Tuesday, August 30, 2005

Tibetans Being Left Out of "Boom"

LHASA, China, 30 Aug (Reuters) - Tibet's capital is booming, but for Gucang Dunzhu, it doesn't
much matter.

The Lhasa local government boasts 12 percent growth rates for the past four years, driven by
massive investment from Beijing aimed at jumpstarting the largely agrarian economy.

But when he left his village in Tibet's mountainous hinterland and came to the city 11 years ago,
Gucang Dunzhu spoke only Tibetan and knew no life beyond that of a herdsman, leaving him few
skills to capitalise on the boom.

"It's not easy to find work," said the 29-year-old, who eventually found a job in a cement
factory.

As China celebrates the anniversary on September 1, of Tibet's becoming an "autonomous region" of
the People's Republic in 1965, it will be aiming to showcase its national integration.

But analysts say that, 40 years on, society is more fractured than ever, with Tibetans becoming an
underclass lacking the skills to participate in Beijing-driven industrialisation.

Tibet has been ruled by China since the People's Liberation Army invaded the Himalayan territory
in 1950. Nine years later, Tibet's god-king, the Dalai Lama, fled on horseback after a failed
uprising against Chinese rule.

The vast, sparsely populated region known as "the roof of the world" was designated the Tibetan
Autonomous Region in 1965, a gesture Beijing made to other areas with large ethnic minority
populations too to give them more say over their own affairs.

At the same time, Beijing encouraged Han Chinese migration, both to underscore its claim to Tibet
and in hopes that wealth generated by entrepreneurial migrants would trickle down.

Instead of wealth building harmony, though, analysts say it is contributing to a rich-poor gap
that falls along ethnic lines.

"The government expansion is being driven by Beijing, it's not being driven locally. And that's
creating a very polarised economy," said Andrew Fischer, a development economist at the London
School of Economics and Political Science.

GOLDEN YAKS

In the centre of Lhasa, two giant golden yaks grace a roundabout, a gift from Beijing to celebrate
the 40th anniversary of Tibet's "peaceful liberation" and a reminder that for centuries herding
yaks and farming have been central to Tibetans' way of life. But for this anniversary, analysts
say, it's not yaks or monuments that Tibet needs, but schools.

Only about 13 percent of Tibetans have secondary school education or above, Fischer said, compared
with 50 percent of Han Chinese. Forty percent of Tibetans are illiterate.

That translates into a yawning income gap exacerbating the ethnic divide.

"The difference in income is there, but that's because they (Chinese and Tibetans) are engaged in
different industries," said Xu Jianchang, of Tibet's Development and Reform Commission.

He acknowledged that education programmes that might allow Tibetans to move off the farm and into
industries were in their infancy.

"Right now the scale is very small," Xu said, adding that about 15 million yuan (1 million pounds)
per year was being allocated for training -- less than $1 for each of Tibet's roughly 2.7 million
people.

Just kilometres away from his office, a gleaming white bridge spans the Lhasa river, its three
arches designed to invoke the drape of a prayer shawl in a nod to deeply Buddhist Tibetans.

The bridge will carry trains from China's northwestern province of Qinghai over 1,100 km (700
miles) into Lhasa in a massive infrastructure project that railway engineer Wang Weigao says will
cost more than $4 billion (2.2 billion pound). The government says it will bring prosperity to the
remote region when it opens in 2007.

RAILROAD TO WEALTH

"If we finish the construction of the railway, we can realise large-scale development by groups
and enterprises," Xu said.

"We can bring them to other parts of China and the farmers can get incomes from that."

But with Xu listing yaks and pigs as among products waiting for access to an export market,
Tibetans are understandably wary about whether the railway will mean greater prosperity or simply
a greater divide.

"Of course it will bring changes. But even we don't know what kind," said Gucang Dunzhu's
19-year-old relative, who lives with him and his wife in their two-room house looking after their
schoolboy son.

Near their house, construction workers are tarring a brand new highway from the airport into
Lhasa, set to open in time to whisk dignitaries into the city for the anniversary celebrations.

"They make a great symbolic show of these dates," said Tsering Shakya, a Tibet scholar at Oxford
University.

"What they're trying to show is the great accomplishments and national goals of integrating Tibet
with the rest of China but at another level it shows Tibet was different and still continues to be
different from the rest of China," he said.

With 70 percent of Tibet's labour force working in agriculture and rural wages stagnant, that
difference is only likely to grow.

"It's all farming and herding," Gucang Dunzhu said of village life.

He looks blank when asked about salaries there compared with the city.

"There is no real income," he said. "We eat what we grow."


Copy out all of the records, exactly as they appear.

Start of Data records

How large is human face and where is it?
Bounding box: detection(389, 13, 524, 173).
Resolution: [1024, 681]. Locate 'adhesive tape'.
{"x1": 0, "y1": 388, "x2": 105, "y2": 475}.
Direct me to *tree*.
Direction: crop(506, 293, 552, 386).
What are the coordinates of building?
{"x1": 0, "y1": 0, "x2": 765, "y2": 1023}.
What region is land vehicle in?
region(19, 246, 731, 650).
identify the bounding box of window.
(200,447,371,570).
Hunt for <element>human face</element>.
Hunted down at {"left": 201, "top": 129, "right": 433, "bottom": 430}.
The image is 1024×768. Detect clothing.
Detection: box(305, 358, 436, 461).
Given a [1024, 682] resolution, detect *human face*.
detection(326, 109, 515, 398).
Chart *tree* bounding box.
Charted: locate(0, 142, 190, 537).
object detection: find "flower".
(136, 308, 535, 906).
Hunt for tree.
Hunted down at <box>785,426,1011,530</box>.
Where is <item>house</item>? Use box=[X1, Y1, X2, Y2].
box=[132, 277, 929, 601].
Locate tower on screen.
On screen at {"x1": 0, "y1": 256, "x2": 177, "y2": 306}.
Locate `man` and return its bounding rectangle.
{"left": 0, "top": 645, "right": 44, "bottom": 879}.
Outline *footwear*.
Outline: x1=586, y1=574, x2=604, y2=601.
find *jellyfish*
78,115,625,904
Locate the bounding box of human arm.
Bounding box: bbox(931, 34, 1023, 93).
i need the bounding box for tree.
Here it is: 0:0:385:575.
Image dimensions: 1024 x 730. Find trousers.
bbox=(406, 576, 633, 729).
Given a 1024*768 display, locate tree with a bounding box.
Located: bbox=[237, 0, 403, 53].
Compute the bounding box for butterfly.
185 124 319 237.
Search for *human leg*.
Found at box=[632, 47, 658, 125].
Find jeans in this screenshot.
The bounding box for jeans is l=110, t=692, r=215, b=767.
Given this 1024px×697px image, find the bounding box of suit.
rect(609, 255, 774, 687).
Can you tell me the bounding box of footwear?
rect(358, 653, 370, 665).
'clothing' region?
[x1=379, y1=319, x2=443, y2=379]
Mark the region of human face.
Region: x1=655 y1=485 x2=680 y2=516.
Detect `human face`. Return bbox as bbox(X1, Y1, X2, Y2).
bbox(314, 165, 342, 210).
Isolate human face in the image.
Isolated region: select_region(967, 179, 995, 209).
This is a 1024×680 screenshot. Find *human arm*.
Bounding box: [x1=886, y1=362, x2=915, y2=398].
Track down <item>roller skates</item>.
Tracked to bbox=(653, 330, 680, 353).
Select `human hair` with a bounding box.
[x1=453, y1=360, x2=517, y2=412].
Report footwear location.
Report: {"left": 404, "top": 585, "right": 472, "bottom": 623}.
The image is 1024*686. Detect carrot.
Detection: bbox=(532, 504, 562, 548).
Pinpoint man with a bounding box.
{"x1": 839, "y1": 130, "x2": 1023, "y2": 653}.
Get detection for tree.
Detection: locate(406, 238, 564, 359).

End of Data records

=== Solution to the problem ===
How large is human face and where is it?
Bounding box: detection(389, 13, 524, 173).
Resolution: [1024, 681]. Locate 'adhesive tape'.
{"x1": 0, "y1": 388, "x2": 105, "y2": 475}.
Direct me to *tree*.
Direction: crop(506, 293, 552, 386).
What are the coordinates of building?
{"x1": 0, "y1": 0, "x2": 765, "y2": 1023}.
What region is land vehicle in?
region(19, 246, 731, 650).
identify the bounding box of window.
(200,447,371,570).
Hunt for <element>human face</element>.
Hunted down at {"left": 201, "top": 129, "right": 433, "bottom": 430}.
The image is 1024×768. Detect clothing.
Detection: box(305, 358, 436, 461).
Given a [1024, 682] resolution, detect *human face*.
detection(326, 109, 515, 398).
Chart *tree* bounding box.
Charted: locate(0, 142, 190, 537).
object detection: find "flower".
(136, 308, 535, 906).
Hunt for tree.
Hunted down at <box>785,426,1011,530</box>.
Where is <item>house</item>? Use box=[X1, Y1, X2, Y2].
box=[132, 277, 929, 601].
Locate tower on screen.
On screen at {"x1": 0, "y1": 256, "x2": 177, "y2": 306}.
Locate `man` and return its bounding rectangle.
{"left": 0, "top": 645, "right": 44, "bottom": 879}.
Outline *footwear*.
Outline: x1=586, y1=574, x2=604, y2=601.
find *jellyfish*
78,115,625,904
Locate the bounding box of human arm.
Bounding box: bbox(931, 34, 1023, 93).
i need the bounding box for tree.
Here it is: 0:0:385:575.
Image dimensions: 1024 x 730. Find trousers.
bbox=(406, 576, 633, 729).
Given a 1024*768 display, locate tree with a bounding box.
Located: bbox=[237, 0, 403, 53].
Compute the bounding box for butterfly.
185 124 319 237.
Search for *human leg*.
Found at box=[632, 47, 658, 125].
Find jeans in this screenshot.
The bounding box for jeans is l=110, t=692, r=215, b=767.
Given this 1024px×697px image, find the bounding box of suit.
rect(609, 255, 774, 687).
Can you tell me the bounding box of footwear?
rect(358, 653, 370, 665).
'clothing' region?
[x1=379, y1=319, x2=443, y2=379]
Mark the region of human face.
Region: x1=655 y1=485 x2=680 y2=516.
Detect `human face`. Return bbox as bbox(X1, Y1, X2, Y2).
bbox(314, 165, 342, 210).
Isolate human face in the image.
Isolated region: select_region(967, 179, 995, 209).
This is a 1024×680 screenshot. Find *human arm*.
Bounding box: [x1=886, y1=362, x2=915, y2=398].
Track down <item>roller skates</item>.
Tracked to bbox=(653, 330, 680, 353).
Select `human hair` with a bounding box.
[x1=453, y1=360, x2=517, y2=412].
Report footwear location.
Report: {"left": 404, "top": 585, "right": 472, "bottom": 623}.
The image is 1024*686. Detect carrot.
Detection: bbox=(532, 504, 562, 548).
Pinpoint man with a bounding box.
{"x1": 839, "y1": 130, "x2": 1023, "y2": 653}.
Get detection for tree.
Detection: locate(406, 238, 564, 359).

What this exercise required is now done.